This just in from the BBC: Technology giant Philips corporation sent some people to the extremely busy Singapore bus system to imagine an alternative to typical fixed-route bus service. The researchers' definition of the problem:
We discussed the benefits and limitations of the fixed-route system – it's clear such a system provided consistency in time and place (to get on and off), and to a certain extent convenience, but not completely. Flexibility is not what a fixed-route and fixed-time bus service system can offer. We have all experienced times when the bus is very empty or extremely packed, which means efficiency is best optimised at the bus-route level, but not individual bus level, since that bus is unable to respond to dynamic demand and traffic situations immediately. We all have all been in situations when there are only a few passengers in the bus and yet, the bus still has to plough through the entire fixed route, picking up no passengers along the way. The motivation was how to optimise the bus service by allowing the passengers and bus drivers to respond immediately to dynamic demand and traffic situations, not unlike a taxi that you can flag anywhere, anytime, and it will take you directly to your destination.
Needless to say, they came up with a massively all-demand-reponsive system identical to the one promoted last year by Gensler Associates, to which I responded (perhaps too colorfully) here. The idea is that now that you have a smartphone, the transit line should twist and turn to meet chase everyone's speciic need and that somehow this will be more efficient. As I said in response to Gensler, there's little to fear from this dystopian vision beause it's mathematically impossible.

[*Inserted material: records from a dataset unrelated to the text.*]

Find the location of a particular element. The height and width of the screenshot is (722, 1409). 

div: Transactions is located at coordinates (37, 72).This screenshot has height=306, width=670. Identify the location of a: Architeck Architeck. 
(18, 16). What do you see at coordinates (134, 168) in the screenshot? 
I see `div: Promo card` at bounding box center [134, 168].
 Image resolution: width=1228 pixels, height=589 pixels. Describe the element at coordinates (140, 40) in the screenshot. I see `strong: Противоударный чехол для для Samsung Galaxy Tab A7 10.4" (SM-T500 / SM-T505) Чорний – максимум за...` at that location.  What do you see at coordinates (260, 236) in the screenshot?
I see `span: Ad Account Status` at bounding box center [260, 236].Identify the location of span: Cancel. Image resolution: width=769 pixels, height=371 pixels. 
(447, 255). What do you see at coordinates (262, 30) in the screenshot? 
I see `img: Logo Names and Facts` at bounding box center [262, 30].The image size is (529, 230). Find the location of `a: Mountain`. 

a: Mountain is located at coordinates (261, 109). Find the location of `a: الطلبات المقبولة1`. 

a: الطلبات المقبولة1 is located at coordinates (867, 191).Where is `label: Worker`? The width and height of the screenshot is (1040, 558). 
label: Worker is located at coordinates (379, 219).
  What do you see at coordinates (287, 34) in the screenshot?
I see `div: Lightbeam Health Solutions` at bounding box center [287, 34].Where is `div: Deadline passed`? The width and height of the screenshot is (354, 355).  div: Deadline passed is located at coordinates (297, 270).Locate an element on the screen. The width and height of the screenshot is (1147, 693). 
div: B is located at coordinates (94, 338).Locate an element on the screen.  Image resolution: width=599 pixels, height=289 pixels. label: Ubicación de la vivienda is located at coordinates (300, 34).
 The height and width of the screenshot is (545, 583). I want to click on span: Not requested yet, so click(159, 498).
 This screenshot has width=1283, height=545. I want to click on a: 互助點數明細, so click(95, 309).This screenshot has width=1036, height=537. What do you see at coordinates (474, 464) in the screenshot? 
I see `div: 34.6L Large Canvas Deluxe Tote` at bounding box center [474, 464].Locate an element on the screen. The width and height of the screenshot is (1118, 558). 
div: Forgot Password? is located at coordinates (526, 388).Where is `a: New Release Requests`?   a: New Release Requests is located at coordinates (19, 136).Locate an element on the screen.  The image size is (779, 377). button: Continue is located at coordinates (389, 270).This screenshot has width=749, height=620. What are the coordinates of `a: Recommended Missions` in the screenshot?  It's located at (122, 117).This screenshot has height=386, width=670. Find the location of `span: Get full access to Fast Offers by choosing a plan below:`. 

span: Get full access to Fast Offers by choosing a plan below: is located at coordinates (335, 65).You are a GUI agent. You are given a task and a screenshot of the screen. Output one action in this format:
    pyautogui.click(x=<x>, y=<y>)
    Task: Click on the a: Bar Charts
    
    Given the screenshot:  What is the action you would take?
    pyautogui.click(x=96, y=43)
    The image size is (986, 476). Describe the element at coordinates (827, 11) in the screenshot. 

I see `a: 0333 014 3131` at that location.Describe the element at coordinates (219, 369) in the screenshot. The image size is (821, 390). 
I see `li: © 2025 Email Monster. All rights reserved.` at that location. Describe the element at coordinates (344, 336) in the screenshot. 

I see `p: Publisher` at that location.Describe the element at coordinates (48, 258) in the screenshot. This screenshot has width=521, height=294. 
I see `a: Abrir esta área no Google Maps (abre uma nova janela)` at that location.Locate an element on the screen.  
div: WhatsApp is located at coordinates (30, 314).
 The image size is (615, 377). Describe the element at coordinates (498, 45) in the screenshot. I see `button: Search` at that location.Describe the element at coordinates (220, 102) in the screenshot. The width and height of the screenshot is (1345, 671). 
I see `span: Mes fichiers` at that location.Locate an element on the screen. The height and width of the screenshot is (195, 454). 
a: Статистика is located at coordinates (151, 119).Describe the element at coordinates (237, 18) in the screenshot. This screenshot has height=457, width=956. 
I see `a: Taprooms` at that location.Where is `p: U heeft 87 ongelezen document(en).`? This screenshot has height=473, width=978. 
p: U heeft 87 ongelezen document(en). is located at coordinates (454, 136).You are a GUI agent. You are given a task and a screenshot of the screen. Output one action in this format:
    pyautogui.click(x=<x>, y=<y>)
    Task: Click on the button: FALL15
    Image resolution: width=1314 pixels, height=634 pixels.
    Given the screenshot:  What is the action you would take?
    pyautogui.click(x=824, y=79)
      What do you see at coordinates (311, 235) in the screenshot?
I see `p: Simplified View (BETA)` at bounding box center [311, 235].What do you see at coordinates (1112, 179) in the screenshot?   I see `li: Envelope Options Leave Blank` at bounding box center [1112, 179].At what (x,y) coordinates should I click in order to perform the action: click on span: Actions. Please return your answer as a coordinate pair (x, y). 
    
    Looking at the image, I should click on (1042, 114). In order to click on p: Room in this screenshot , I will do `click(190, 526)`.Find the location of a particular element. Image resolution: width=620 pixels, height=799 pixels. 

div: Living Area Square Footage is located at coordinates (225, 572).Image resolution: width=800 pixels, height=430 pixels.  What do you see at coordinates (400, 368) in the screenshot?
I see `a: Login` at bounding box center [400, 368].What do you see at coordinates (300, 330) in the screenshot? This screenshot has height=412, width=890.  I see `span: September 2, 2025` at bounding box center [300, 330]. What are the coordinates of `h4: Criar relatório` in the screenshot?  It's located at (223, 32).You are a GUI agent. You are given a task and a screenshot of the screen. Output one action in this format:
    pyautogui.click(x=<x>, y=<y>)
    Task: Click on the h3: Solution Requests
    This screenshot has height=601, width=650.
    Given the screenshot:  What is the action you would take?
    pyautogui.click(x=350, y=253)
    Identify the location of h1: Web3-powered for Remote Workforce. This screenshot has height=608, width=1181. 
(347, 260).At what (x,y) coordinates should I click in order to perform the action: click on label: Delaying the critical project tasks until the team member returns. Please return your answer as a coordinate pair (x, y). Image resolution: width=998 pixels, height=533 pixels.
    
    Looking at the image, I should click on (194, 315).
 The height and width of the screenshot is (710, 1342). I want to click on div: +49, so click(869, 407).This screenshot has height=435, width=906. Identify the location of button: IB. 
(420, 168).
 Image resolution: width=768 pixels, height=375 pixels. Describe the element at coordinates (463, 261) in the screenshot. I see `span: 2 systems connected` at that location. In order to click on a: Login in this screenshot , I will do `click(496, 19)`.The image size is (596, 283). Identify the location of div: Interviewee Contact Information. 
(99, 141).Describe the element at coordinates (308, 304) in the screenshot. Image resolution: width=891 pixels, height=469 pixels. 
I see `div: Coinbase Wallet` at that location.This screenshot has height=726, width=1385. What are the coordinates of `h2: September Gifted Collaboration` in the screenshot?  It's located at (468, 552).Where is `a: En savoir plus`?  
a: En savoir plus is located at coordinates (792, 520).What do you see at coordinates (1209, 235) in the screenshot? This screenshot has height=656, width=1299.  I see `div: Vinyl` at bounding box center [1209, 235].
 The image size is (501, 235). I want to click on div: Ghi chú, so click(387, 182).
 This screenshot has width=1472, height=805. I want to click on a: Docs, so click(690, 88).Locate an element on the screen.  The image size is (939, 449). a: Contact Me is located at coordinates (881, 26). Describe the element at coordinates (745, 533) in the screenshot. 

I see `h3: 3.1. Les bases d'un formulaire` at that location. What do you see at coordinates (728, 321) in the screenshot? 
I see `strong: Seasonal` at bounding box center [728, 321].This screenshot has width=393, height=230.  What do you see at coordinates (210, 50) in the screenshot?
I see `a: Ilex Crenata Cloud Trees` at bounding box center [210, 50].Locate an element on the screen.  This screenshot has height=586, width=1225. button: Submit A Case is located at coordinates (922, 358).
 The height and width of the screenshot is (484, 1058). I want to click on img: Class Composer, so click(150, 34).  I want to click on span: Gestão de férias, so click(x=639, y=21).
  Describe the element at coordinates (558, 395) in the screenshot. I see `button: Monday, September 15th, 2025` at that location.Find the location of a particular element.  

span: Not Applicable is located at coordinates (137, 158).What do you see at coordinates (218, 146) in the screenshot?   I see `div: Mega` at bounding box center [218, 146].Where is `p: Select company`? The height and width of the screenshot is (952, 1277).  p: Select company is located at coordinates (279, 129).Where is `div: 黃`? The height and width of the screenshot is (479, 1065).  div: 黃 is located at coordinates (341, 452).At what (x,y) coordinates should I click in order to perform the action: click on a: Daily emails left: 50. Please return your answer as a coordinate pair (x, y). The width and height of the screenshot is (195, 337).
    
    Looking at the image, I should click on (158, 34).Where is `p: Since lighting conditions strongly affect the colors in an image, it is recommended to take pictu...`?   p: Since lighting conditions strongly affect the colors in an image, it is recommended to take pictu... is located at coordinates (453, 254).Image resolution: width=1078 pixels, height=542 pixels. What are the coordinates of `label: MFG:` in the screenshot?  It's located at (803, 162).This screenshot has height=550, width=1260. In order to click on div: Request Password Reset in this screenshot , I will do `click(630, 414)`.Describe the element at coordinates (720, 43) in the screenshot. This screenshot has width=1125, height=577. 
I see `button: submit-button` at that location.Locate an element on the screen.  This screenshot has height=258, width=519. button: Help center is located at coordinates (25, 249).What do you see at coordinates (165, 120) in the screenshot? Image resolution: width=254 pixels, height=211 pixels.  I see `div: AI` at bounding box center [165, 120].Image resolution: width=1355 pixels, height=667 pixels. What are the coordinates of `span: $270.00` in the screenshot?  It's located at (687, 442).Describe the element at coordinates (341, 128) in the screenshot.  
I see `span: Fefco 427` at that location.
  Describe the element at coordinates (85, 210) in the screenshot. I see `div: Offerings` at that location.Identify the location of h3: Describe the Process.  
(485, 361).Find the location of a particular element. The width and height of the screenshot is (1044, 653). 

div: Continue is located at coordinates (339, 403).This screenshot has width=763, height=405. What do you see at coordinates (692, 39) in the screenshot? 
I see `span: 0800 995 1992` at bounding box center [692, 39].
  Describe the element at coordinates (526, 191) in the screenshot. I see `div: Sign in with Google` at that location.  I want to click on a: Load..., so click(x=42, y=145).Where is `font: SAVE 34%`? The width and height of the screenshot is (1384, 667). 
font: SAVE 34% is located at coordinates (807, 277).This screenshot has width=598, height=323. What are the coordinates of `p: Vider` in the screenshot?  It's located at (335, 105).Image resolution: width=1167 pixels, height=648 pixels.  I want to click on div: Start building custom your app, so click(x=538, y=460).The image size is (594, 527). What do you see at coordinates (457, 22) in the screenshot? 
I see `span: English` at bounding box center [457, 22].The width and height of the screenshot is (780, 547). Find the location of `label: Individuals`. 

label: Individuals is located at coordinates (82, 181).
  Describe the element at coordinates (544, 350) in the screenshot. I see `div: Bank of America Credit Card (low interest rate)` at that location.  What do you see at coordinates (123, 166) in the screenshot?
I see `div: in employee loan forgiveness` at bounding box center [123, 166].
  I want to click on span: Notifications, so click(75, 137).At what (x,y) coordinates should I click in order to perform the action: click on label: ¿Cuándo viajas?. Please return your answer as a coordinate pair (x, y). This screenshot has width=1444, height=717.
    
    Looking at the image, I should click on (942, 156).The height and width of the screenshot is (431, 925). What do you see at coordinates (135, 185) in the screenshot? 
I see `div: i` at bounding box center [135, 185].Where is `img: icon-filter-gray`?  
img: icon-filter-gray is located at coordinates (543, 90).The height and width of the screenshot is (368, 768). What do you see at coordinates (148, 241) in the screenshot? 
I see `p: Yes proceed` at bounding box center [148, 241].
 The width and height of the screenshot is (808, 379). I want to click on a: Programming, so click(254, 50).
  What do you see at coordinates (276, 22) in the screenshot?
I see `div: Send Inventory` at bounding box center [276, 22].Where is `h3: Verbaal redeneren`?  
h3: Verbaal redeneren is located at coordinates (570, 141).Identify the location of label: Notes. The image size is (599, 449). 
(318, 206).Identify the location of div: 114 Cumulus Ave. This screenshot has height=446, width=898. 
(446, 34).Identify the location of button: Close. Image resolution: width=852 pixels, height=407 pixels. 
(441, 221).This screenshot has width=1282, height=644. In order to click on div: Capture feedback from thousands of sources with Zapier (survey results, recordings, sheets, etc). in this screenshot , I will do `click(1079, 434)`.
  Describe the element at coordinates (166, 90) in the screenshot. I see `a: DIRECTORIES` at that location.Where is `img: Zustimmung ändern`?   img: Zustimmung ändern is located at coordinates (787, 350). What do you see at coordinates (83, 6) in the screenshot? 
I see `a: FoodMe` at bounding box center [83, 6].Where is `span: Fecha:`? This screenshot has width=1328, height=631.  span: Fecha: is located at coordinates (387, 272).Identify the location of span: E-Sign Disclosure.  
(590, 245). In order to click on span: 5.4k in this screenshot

In a place as crowded as Singapore, well-designed scheduled fixed routes are not just efficient but liberating. They're efficient on a large scale despite routine under- and overcrowding because they follow straight paths that thousands of people find useful at the same time. They're efficient because people gather at major stops where they board and alight in large numbers that are impossible in any demand-responsive form. Frequent fixed routes are liberating because they're there for you when you need them, just as subways are, so that you don't have to wonder whether some automated system will approve your request for transport.
The all-demand-responsive vision can mean one of two things: (1) large buses that carry large numbers of people on complex variable routes, changing its route in response to every beep of desire from each of 5 million phones, or (2) fleets of very small vehicles each serving a few people on a more direct path. Vision (1) is a hellishly circuitous system to ride any distance on, while (2) is a vision of vastly more wasteful use of urban space, as people who are now carried in a space-efficient way are converted to a space-wasteful one. Vision (2) also requires either driverless technology or extremely cheap labor, which is why it only happens at scale in low-wage developing countries.
No, Singapore has built its success on subways, and is developing fixed, infrastructural bus lines that work more like subways.
Please don't call yourself a transit visionary until you've grappled with the facts and possibilities of transit network design, by reading a book, say, or taking a course!